Technology & Science
SpaceX Absorbs xAI Ahead of $50 B IPO, Creating $1.25 Trillion Musk Conglomerate
On 2 Feb 2026, Elon Musk folded his cash-hungry AI startup xAI into SpaceX via an all-stock deal, welding the two private giants into a single entity valued at roughly $1.25 trillion before a planned public listing later this year.
Focusing Facts
- Four days before the announcement, SpaceX filed with the FCC to launch up to 1 million satellites to host orbital data-center nodes for xAI’s models.
- Internal budgets show xAI burning about $1 billion per month after a January raise that pegged it at a $230 billion standalone valuation.
- IPO bankers have circulated a preliminary price of $526.59 per share that would raise as much as $50 billion for the merged firm.
Context
Musk’s move echoes the 1901 creation of U.S. Steel—when J.P. Morgan fused disparate mills into a $1 billion behemoth—by using capital markets to bankroll technology too expensive for standalone entities.
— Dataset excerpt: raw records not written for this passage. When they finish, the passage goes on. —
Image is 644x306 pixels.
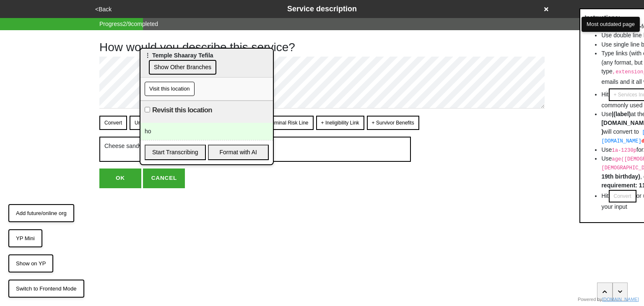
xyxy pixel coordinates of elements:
button: Visit this location [145,81,195,96]
strong: Instructions: [585,14,620,21]
button: Format with AI [208,144,269,160]
span: Service description [287,5,357,13]
button: Undo [129,116,152,130]
a: [DOMAIN_NAME] [602,297,639,302]
button: Convert [99,116,127,130]
strong: |(label) [612,111,631,118]
span: Cheese sandwiches, bagels, desserts, and shelf-stable items. [104,143,265,149]
div: ho [140,123,273,140]
button: Switch to Frontend Mode [9,280,85,298]
button: Start Transcribing [145,144,206,160]
button: + Ineligibility Link [316,116,365,130]
button: Show Other Branches [149,60,216,75]
button: OK [99,168,142,188]
button: Most outdated page [581,17,640,32]
button: + Survivor Benefits [367,116,419,130]
button: Show on YP [9,254,53,273]
span: Progress 2 / 9 completed [99,20,158,29]
strong: - [640,23,642,30]
div: Powered by [578,296,639,303]
button: Add future/online org [9,204,74,222]
button: + Criminal Risk Line [259,116,314,130]
h1: How would you describe this service? [99,40,545,54]
label: Revisit this location [152,105,212,115]
span: ⋮ Temple Shaaray Tefila [145,52,213,59]
button: Convert [609,190,637,203]
code: 1a-1230p [612,147,637,154]
button: <Back [93,5,114,14]
button: CANCEL [143,168,185,188]
button: YP Mini [9,229,42,248]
Like the 1990s Iridium satellite project, it bets that space-based infrastructure can create a new telecom/computing layer; unlike Iridium, Starlink already generates cash, tilting the risk calculus. The tie-up embodies two long arcs: (1) relentless vertical integration of critical tech stacks (from oil in the 1880s to cloud+chips today) and (2) the shift from state-funded space activity to billionaire-backed conglomerates. Over a 100-year horizon this could matter if orbital computing becomes as foundational as terrestrial fiber, but it could also fizzle—governance opacity, regulatory pushback, and the physics of launching a million satellites remain giant unknowns. Whether history sees this as the birth of the first space-AI utility or another overleveraged empire will hinge on execution and on society’s tolerance for quasi-private control of both orbital lanes and information pipelines.
Perspectives
Mainstream business press
e.g., Bloomberg Business — Frame the SpaceX–xAI merger as a strategic pooling of capital that will speed Musk’s IPO plans and create a $1.25 trillion powerhouse spanning rockets, AI and satellite internet. Coverage aimed at investors foregrounds eye-catching valuations and growth upside while soft-pedalling governance problems or the fact that xAI’s benefit to SpaceX is still ‘unclear’.
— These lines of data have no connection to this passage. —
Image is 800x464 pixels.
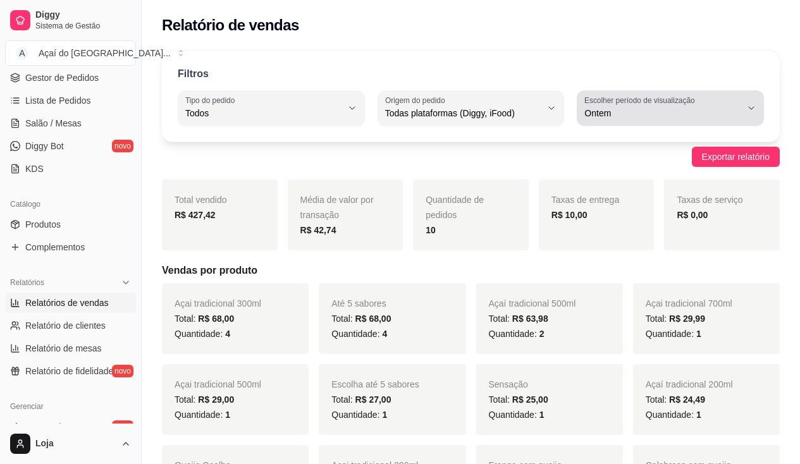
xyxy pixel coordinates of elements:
span: Quantidade: [645,329,701,339]
span: Até 5 sabores [331,298,386,308]
span: Total: [174,394,234,405]
button: Loja [5,429,136,459]
span: 1 [539,410,544,420]
span: Complementos [25,241,85,253]
span: Total: [645,314,705,324]
p: Filtros [178,66,209,82]
span: 1 [382,410,387,420]
label: Origem do pedido [385,95,449,106]
h5: Vendas por produto [162,263,779,278]
span: Taxas de serviço [676,195,742,205]
button: Tipo do pedidoTodos [178,90,365,126]
span: Quantidade: [331,410,387,420]
span: Açaí tradicional 200ml [645,379,733,389]
strong: R$ 42,74 [300,225,336,235]
a: Relatórios de vendas [5,293,136,313]
span: Ontem [584,107,741,119]
span: Total vendido [174,195,227,205]
strong: R$ 10,00 [551,210,587,220]
span: 1 [696,410,701,420]
span: Total: [489,394,548,405]
span: Média de valor por transação [300,195,374,220]
span: Açai tradicional 500ml [174,379,261,389]
a: Entregadoresnovo [5,417,136,437]
span: R$ 63,98 [512,314,548,324]
span: Total: [489,314,548,324]
strong: R$ 427,42 [174,210,216,220]
span: Taxas de entrega [551,195,619,205]
span: 1 [225,410,230,420]
label: Tipo do pedido [185,95,239,106]
span: 4 [382,329,387,339]
span: Relatório de clientes [25,319,106,332]
span: R$ 25,00 [512,394,548,405]
a: Gestor de Pedidos [5,68,136,88]
strong: 10 [425,225,436,235]
strong: R$ 0,00 [676,210,707,220]
button: Exportar relatório [692,147,779,167]
span: Relatório de fidelidade [25,365,113,377]
span: Exportar relatório [702,150,769,164]
a: Lista de Pedidos [5,90,136,111]
span: Açai tradicional 300ml [174,298,261,308]
a: KDS [5,159,136,179]
h2: Relatório de vendas [162,15,299,35]
span: Relatórios [10,278,44,288]
button: Origem do pedidoTodas plataformas (Diggy, iFood) [377,90,565,126]
button: Escolher período de visualizaçãoOntem [577,90,764,126]
span: 4 [225,329,230,339]
a: Diggy Botnovo [5,136,136,156]
span: Salão / Mesas [25,117,82,130]
span: R$ 29,99 [669,314,705,324]
span: Total: [174,314,234,324]
span: Todas plataformas (Diggy, iFood) [385,107,542,119]
span: Produtos [25,218,61,231]
span: 1 [696,329,701,339]
a: DiggySistema de Gestão [5,5,136,35]
span: Escolha até 5 sabores [331,379,419,389]
span: R$ 27,00 [355,394,391,405]
a: Salão / Mesas [5,113,136,133]
span: Sistema de Gestão [35,21,131,31]
a: Relatório de mesas [5,338,136,358]
span: Açai tradicional 700ml [645,298,732,308]
span: Total: [645,394,705,405]
span: R$ 68,00 [198,314,234,324]
span: Quantidade de pedidos [425,195,484,220]
span: Quantidade: [489,410,544,420]
a: Complementos [5,237,136,257]
span: Quantidade: [331,329,387,339]
span: R$ 24,49 [669,394,705,405]
a: Relatório de clientes [5,315,136,336]
span: A [16,47,28,59]
span: Diggy [35,9,131,21]
a: Relatório de fidelidadenovo [5,361,136,381]
span: Açaí tradicional 500ml [489,298,576,308]
span: Total: [331,394,391,405]
span: R$ 68,00 [355,314,391,324]
span: Lista de Pedidos [25,94,91,107]
span: R$ 29,00 [198,394,234,405]
div: Catálogo [5,194,136,214]
a: Produtos [5,214,136,235]
span: Relatórios de vendas [25,296,109,309]
span: 2 [539,329,544,339]
span: Quantidade: [645,410,701,420]
span: Relatório de mesas [25,342,102,355]
span: Diggy Bot [25,140,64,152]
span: Todos [185,107,342,119]
span: Quantidade: [174,410,230,420]
span: KDS [25,162,44,175]
span: Gestor de Pedidos [25,71,99,84]
span: Loja [35,438,116,449]
div: Gerenciar [5,396,136,417]
label: Escolher período de visualização [584,95,699,106]
span: Sensação [489,379,528,389]
span: Entregadores [25,420,78,433]
div: Açaí do [GEOGRAPHIC_DATA] ... [39,47,171,59]
span: Quantidade: [489,329,544,339]
button: Select a team [5,40,136,66]
span: Total: [331,314,391,324]
span: Quantidade: [174,329,230,339]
Wall Street analysts and investor sceptics
quoted in Bloomberg — Warn that folding cash-hungry xAI into profitable SpaceX injects uncertainty and could erode the value of outside stakeholders such as EchoStar, calling xAI a ‘market laggard’. Analysts may accentuate downside risk to appear prudent and protect clients, leaning on limited public data and potentially underestimating synergies Musk could realise.
Technology & general-interest outlets
Ars Technica, BBC, CNBC — Highlight Musk’s grand vision—using SpaceX’s launch capacity to build a one-million-satellite AI constellation—portraying the deal as the next dramatic step in extending ‘consciousness to the stars’. Stories play up the spectacle and visionary narrative to captivate readers, giving less space to boring financials or the regulatory probes and technical hurdles that could derail the plan.